- **WORK REQUEST**
No pictures in the copy, please: retype all the records exactly.

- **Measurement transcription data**
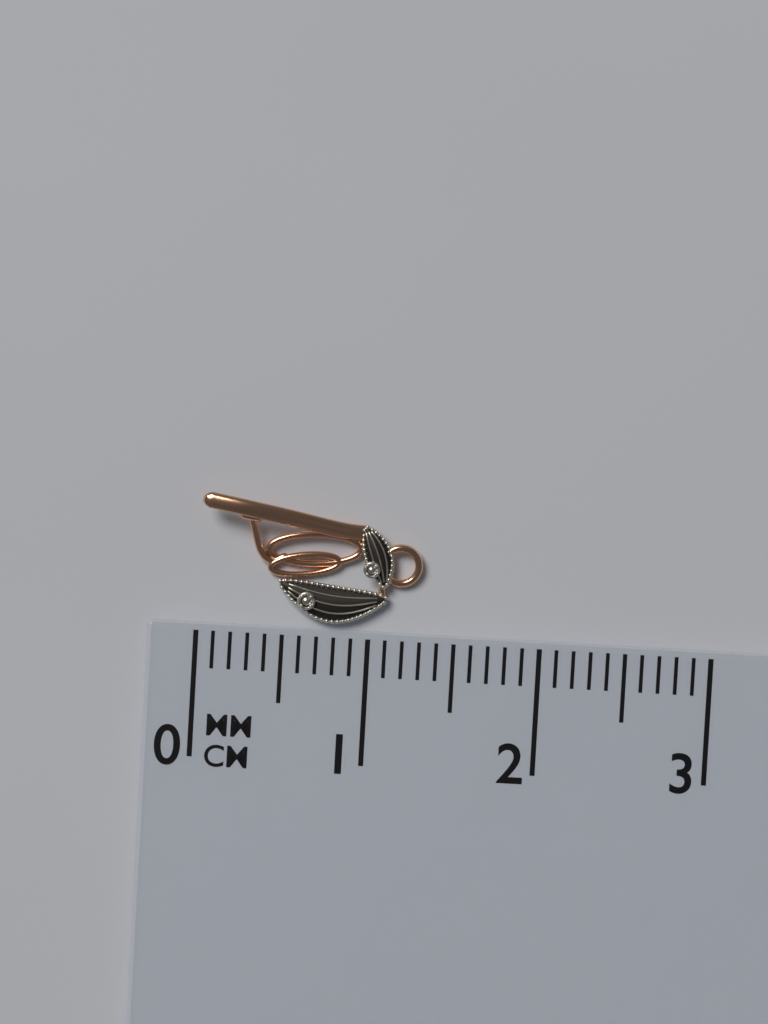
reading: 1.3 cm
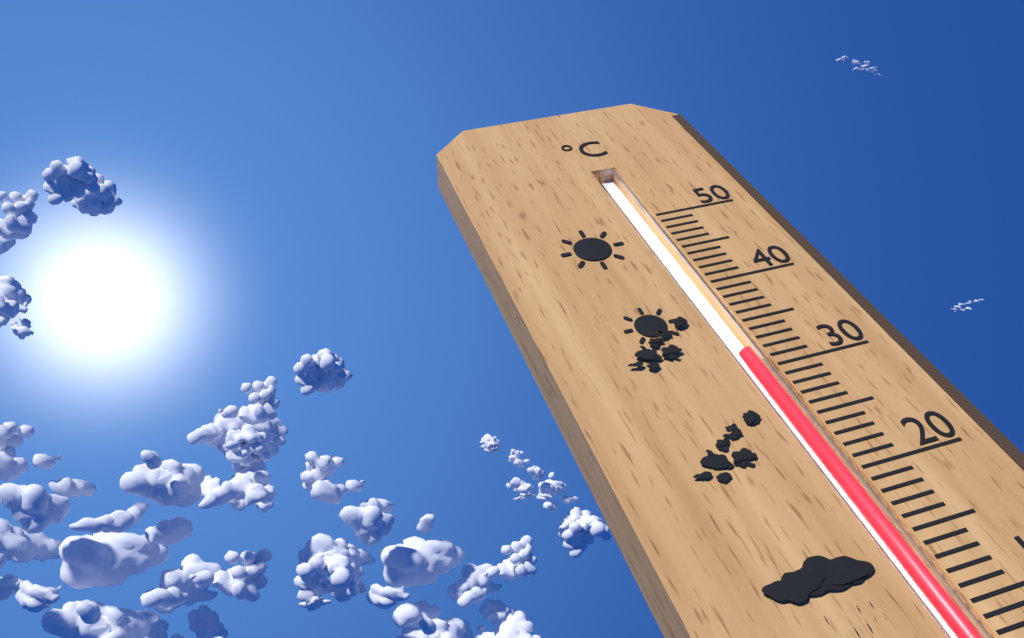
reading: 32 °C
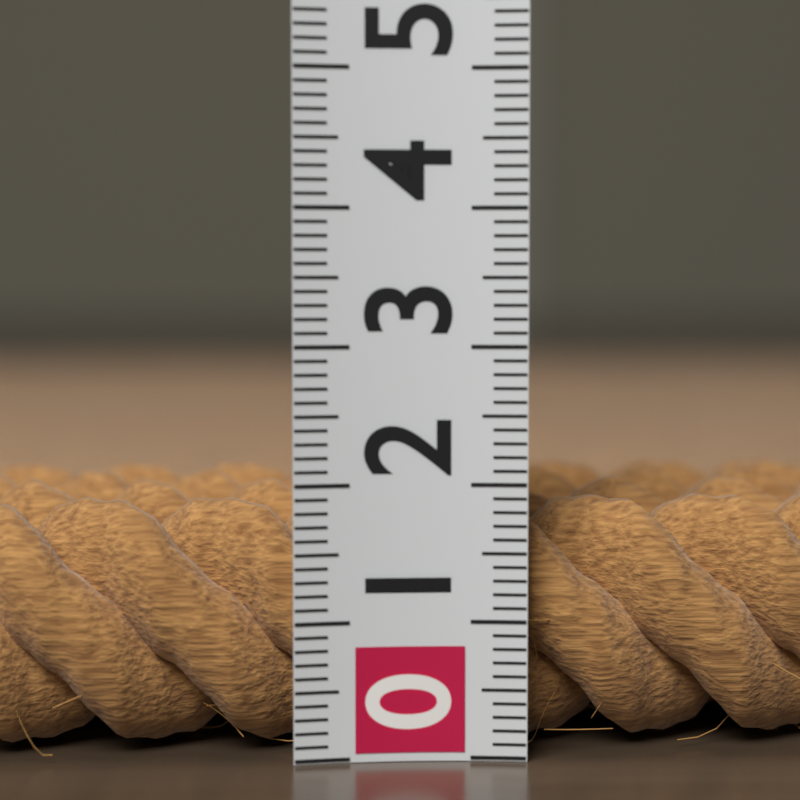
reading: 1.9 (no unit)
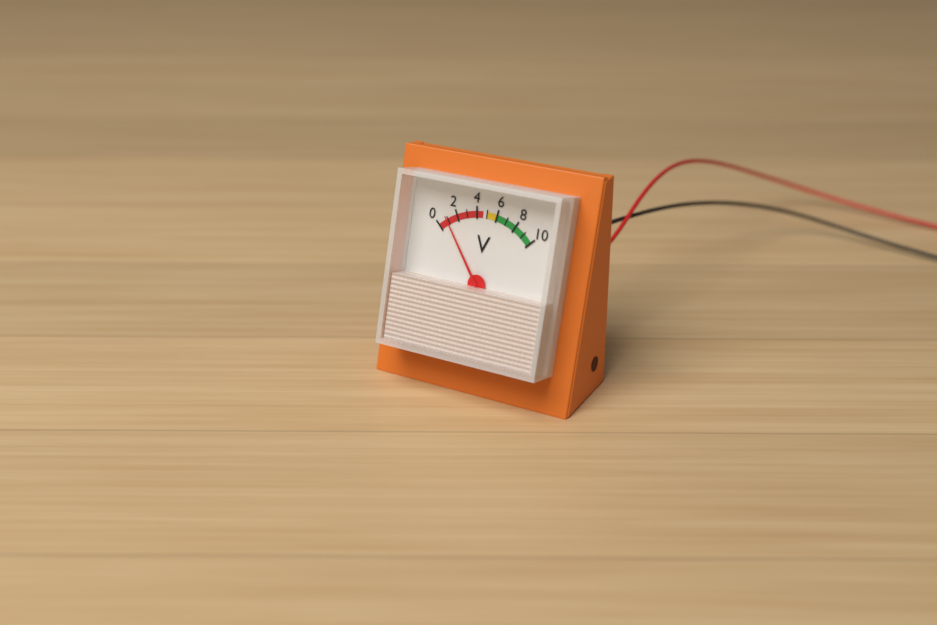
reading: 1 V
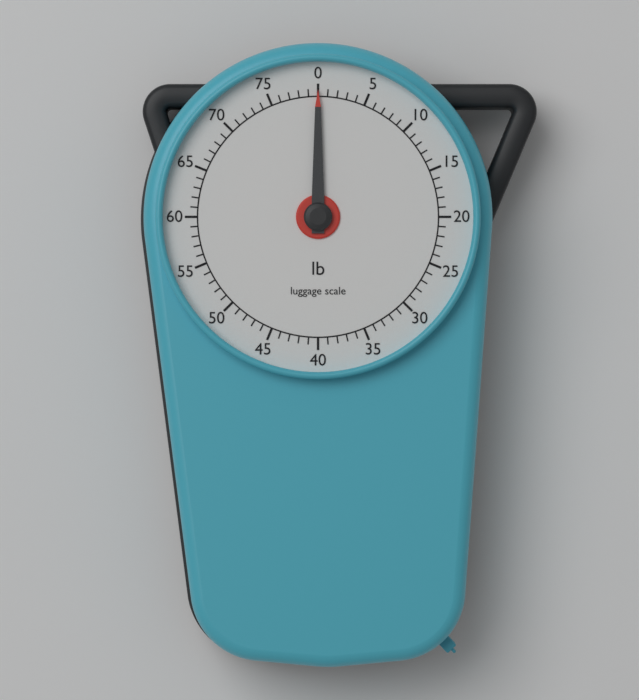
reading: 0 lb
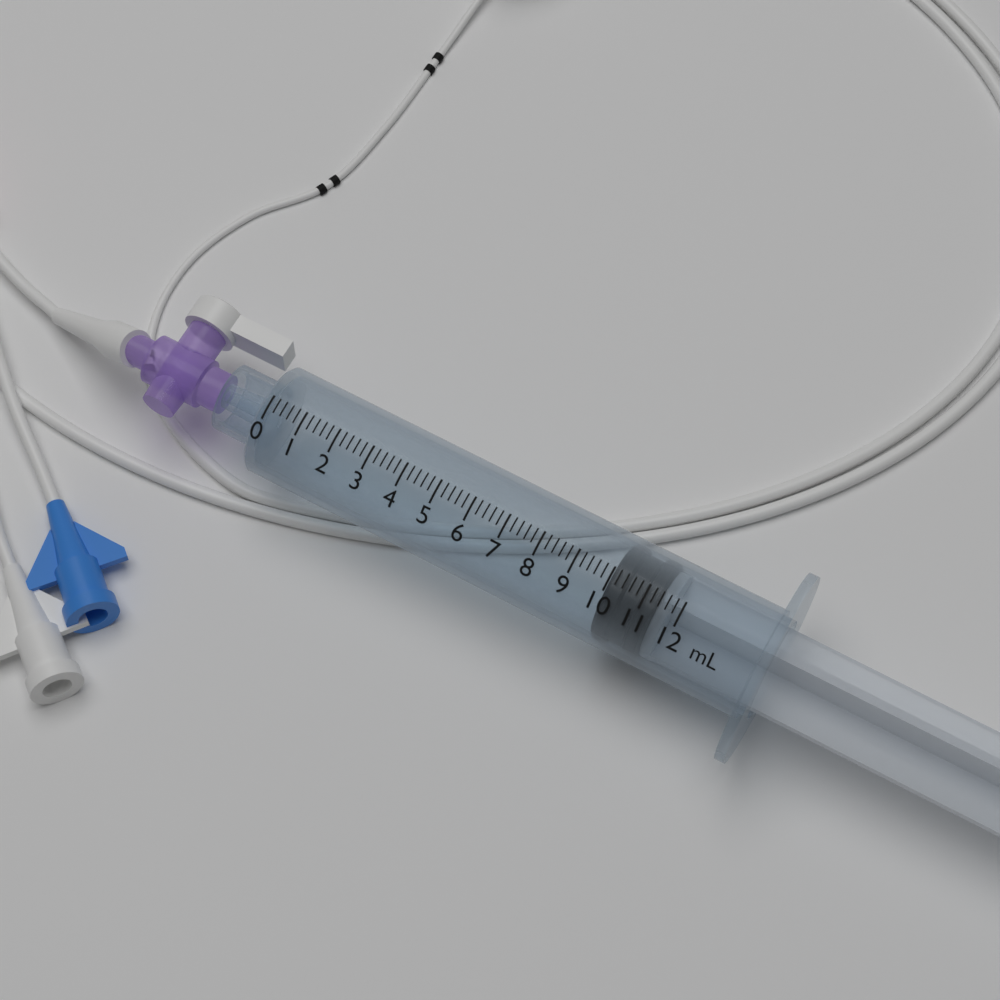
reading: 10.0 mL
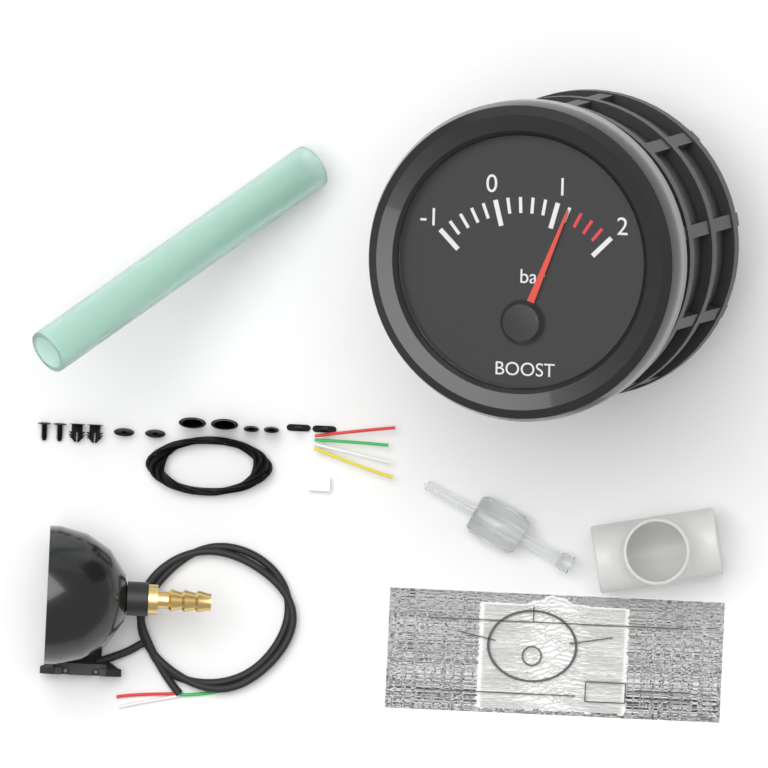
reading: 1.2 bar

- **ANSWER TO THIS EXERCISE**
reading: 1.3 cm
reading: 32 °C
reading: 1.9 (no unit)
reading: 1 V
reading: 0 lb
reading: 10.0 mL
reading: 1.2 bar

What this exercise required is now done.